How Sportsbooks Price the UFC Summer 2026 Title Fights
The UFC Summer 2026 Title Fights and McGregor's Return
Two cards on the summer slate already have betting markets that are interesting enough to check out well before fight week. Ilia Topuria crosses the Octagon for a fight with undisputed lightweight champion Justin Gaethje on June 14, and the price next to Topuria’s name looks like a typo. On July 11, after an absence of nearly five years, Conor McGregor steps back into a UFC cage to take on Max Holloway in a rematch that wouldn’t even be dreamed of in 2013. The numbers from the leading sportsbooks like 1xbet and more have begun to take shape now as they are settled, and this will give you a glimpse on who the market confidence is with and where the best money is.
You will see Topuria sitting between -750 and -800 across most books, with a few opening the line as steep as -1000. That kind of number gets reserved for a champion who has stopped his last three opponents in succession — Volkanovski, Holloway, Oliveira, every one of them a current or former champion. He arrives 17-0. He has never been pushed five rounds. He has never had a bad night inside the cage.
Gaethje, priced anywhere from +460 to +525, walks in with the heavier résumé in raw years. Twenty-seven wins. Five losses, all five of them against fighters who held titles around the time they beat him. He is 37 years old. He has been finished twice across that career. His last outing was a five-round decision over Paddy Pimblett — a win on paper, though one that left cardio and durability questions humming in the background. A hundred-dollar ticket on the champion returns roughly thirteen dollars in profit. The same stake on Gaethje pays out closer to five hundred. The market is talking out loud.
The Heavyweight Co-Main Is a Coin Flip
Alex Pereira against Ciryl Gane is the most balanced market on the entire June card. Pereira sits around -125, Gane around +110, and a few books have squeezed the line all the way to -113 on both sides. Pereira is hunting history no one has ever touched: no fighter has ever been the UFC champion in three different weight classes and he is climbing from light heavyweight for a shot at the interim heavyweight strap. He comes in at 13-3 with eleven knockouts. Gane, 13-2, and the two losses on his record came against the only fighters anyone really thought could beat him.
What the Rest of the June 14 Card Pays
Heavy chalk runs through nearly every other fight on the card, which is why parlay payouts compress quickly here. The current main-card prices read like this:
Fight
Favorite
Underdog
Sean O'Malley vs Aiemann Zahabi
O'Malley –430
Zahabi +300
Mauricio Ruffy vs Michael Chandler
Ruffy –670
Chandler +430
Bo Nickal vs Kyle Daukaus
Nickal –330
Daukaus +240
Diego Lopes vs Steve Garcia
Lopes –192
Garcia +148
Lopes against Garcia is the only main-card line that has not been priced into the floor. If you want a single fight on the card where serious work pays off both ways, that is the one to study.
During registration on the 1xBet site, enter promo code 1x_3831408 to get the opportunity to increase the maximum bonus on your first deposit. The bonus amount and wagering conditions depend on the country of registration, so before making your first deposit, make sure to familiarize yourself with the bonus crediting rules on the official site.
McGregor Returns as His Longest UFC Underdog
UFC 329 lands on July 11 at T-Mobile Arena, headlining International Fight Week. McGregor walks back nearly five years to the day after his last fight — the broken leg against Dustin Poirier at UFC 264. He has not won a UFC bout since stopping Donald Cerrone in forty seconds in January 2020. He turns 37 by the time he steps out. He is also +290 to +350 at most books, the longest underdog price he has ever carried into the Octagon.
Holloway sits at -330 to -550 depending on the book. He arrives 27-9, fresh off losing the BMF title by unanimous decision to Charles Oliveira at UFC 326. That night surfaced questions about him on the ground. McGregor is not a grappler. Their first meeting was a three-round featherweight decision in August 2013, more than twelve years ago. McGregor won. Both men are different fighters now, walking in from opposite directions.
When Public Bets and Sharp Money Disagree
Books are already flagging an unusual split on the McGregor-Holloway line. The overwhelming majority of individual tickets have landed on McGregor. The larger dollar amounts have moved firmly behind Holloway. The same shape is repeating on the Topuria-Gaethje market, where the ticket volume sits on the underdog while the heavier sums sit on the chalk. When ticket counts and dollar amounts point in opposite directions on the same fight, the closing line is being shaped by something other than the loudest voices in the room.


__Task__
Go line by line through the entries below and count those containing the string "fold"; give only the count.

__Dataset__

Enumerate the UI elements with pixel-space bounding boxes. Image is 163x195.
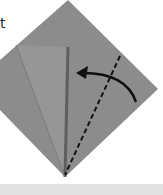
- paper-square: [0, 0, 158, 177]
- bottom-strip: [0, 184, 163, 195]
- origami-fold-diagram: [0, 0, 163, 195]
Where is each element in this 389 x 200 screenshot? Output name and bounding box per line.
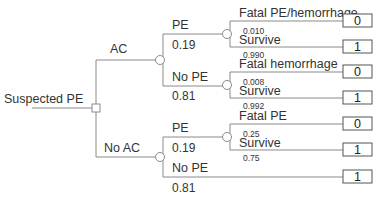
- root-label: Suspected PE: [4, 92, 83, 106]
- decision-tree: Suspected PE AC PE 0.19 Fatal PE/hemorrh…: [0, 0, 389, 200]
- outcome-prob: 0.75: [243, 153, 260, 163]
- terminal-value: 0: [354, 65, 361, 79]
- ac-pe-prob: 0.19: [172, 38, 196, 52]
- noac-pe-chance-node: [223, 133, 232, 142]
- outcome-label: Survive: [239, 33, 281, 47]
- ac-chance-node: [156, 56, 165, 65]
- outcome-label: Survive: [239, 136, 281, 150]
- terminal-value: 0: [354, 14, 361, 28]
- outcome-label: Fatal PE/hemorrhage: [239, 6, 358, 20]
- outcome-label: Fatal hemorrhage: [239, 57, 338, 71]
- terminal-value: 1: [354, 143, 361, 157]
- terminal-value: 1: [354, 40, 361, 54]
- noac-nope-label: No PE: [172, 161, 208, 175]
- ac-pe-chance-node: [223, 30, 232, 39]
- noac-pe-prob: 0.19: [172, 141, 196, 155]
- noac-nope-prob: 0.81: [172, 181, 196, 195]
- ac-nope-prob: 0.81: [172, 89, 196, 103]
- noac-chance-node: [156, 153, 165, 162]
- noac-pe-label: PE: [172, 121, 189, 135]
- ac-label: AC: [110, 42, 127, 56]
- terminal-value: 1: [354, 91, 361, 105]
- decision-node-square: [92, 104, 100, 112]
- outcome-label: Fatal PE: [239, 109, 287, 123]
- ac-nope-label: No PE: [172, 70, 208, 84]
- outcome-label: Survive: [239, 84, 281, 98]
- noac-label: No AC: [104, 141, 140, 155]
- terminal-value: 0: [354, 117, 361, 131]
- ac-nope-chance-node: [223, 81, 232, 90]
- ac-pe-label: PE: [172, 18, 189, 32]
- terminal-value: 1: [354, 170, 361, 184]
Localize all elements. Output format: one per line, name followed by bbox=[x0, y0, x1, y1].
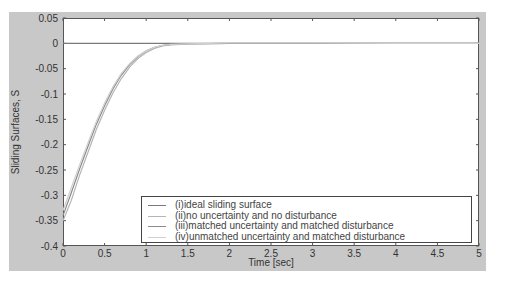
x-tick-label: 1 bbox=[143, 248, 149, 259]
legend-line-swatch bbox=[148, 226, 166, 227]
legend-label: (ii)no uncertainty and no disturbance bbox=[175, 210, 337, 221]
y-tick-label: -0.3 bbox=[41, 190, 59, 201]
y-tick-label: 0 bbox=[52, 38, 58, 49]
y-tick-label: -0.35 bbox=[35, 215, 58, 226]
x-tick-label: 4.5 bbox=[430, 248, 444, 259]
legend: (i)ideal sliding surface (ii)no uncertai… bbox=[141, 196, 472, 243]
x-tick-label: 3 bbox=[310, 248, 316, 259]
y-tick-label: 0.05 bbox=[39, 13, 59, 24]
series-line bbox=[63, 43, 479, 211]
x-tick-label: 0 bbox=[60, 248, 66, 259]
x-tick-label: 1.5 bbox=[181, 248, 195, 259]
y-tick-label: -0.25 bbox=[35, 165, 58, 176]
x-axis-label: Time [sec] bbox=[248, 257, 294, 268]
y-axis-label: Sliding Surfaces, S bbox=[10, 89, 21, 174]
legend-label: (iii)matched uncertainty and matched dis… bbox=[175, 220, 393, 231]
y-tick-label: -0.2 bbox=[41, 139, 59, 150]
legend-item-unmatched: (iv)unmatched uncertainty and matched di… bbox=[142, 232, 471, 243]
x-tick-label: 4 bbox=[393, 248, 399, 259]
y-tick-label: -0.05 bbox=[35, 63, 58, 74]
legend-line-swatch bbox=[148, 205, 166, 206]
x-tick-label: 0.5 bbox=[98, 248, 112, 259]
y-tick-label: -0.1 bbox=[41, 89, 59, 100]
data-series bbox=[63, 43, 479, 221]
legend-line-swatch bbox=[148, 216, 166, 217]
y-tick-label: -0.4 bbox=[41, 241, 59, 252]
legend-label: (iv)unmatched uncertainty and matched di… bbox=[175, 231, 405, 242]
x-tick-label: 2 bbox=[227, 248, 233, 259]
legend-line-swatch bbox=[148, 237, 166, 238]
x-tick-label: 5 bbox=[476, 248, 482, 259]
legend-label: (i)ideal sliding surface bbox=[175, 199, 272, 210]
x-tick-label: 3.5 bbox=[347, 248, 361, 259]
y-tick-label: -0.15 bbox=[35, 114, 58, 125]
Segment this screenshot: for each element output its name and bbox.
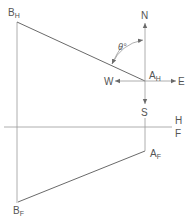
label-fold-h: H <box>175 115 182 126</box>
label-b-f: BF <box>13 205 24 217</box>
label-fold-f: F <box>175 128 181 139</box>
label-north: N <box>141 10 148 21</box>
label-b-h: BH <box>8 7 20 19</box>
label-west: W <box>104 76 114 87</box>
line-bf-af <box>18 151 145 202</box>
angle-arc-icon <box>112 40 143 64</box>
projection-diagram: BH AH AF BF N S W E H F θ° <box>0 0 192 220</box>
label-theta: θ° <box>118 42 127 52</box>
label-south: S <box>141 107 148 118</box>
label-east: E <box>178 76 185 87</box>
label-a-h: AH <box>149 70 161 82</box>
label-a-f: AF <box>150 148 161 160</box>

__Result for this exercise__
3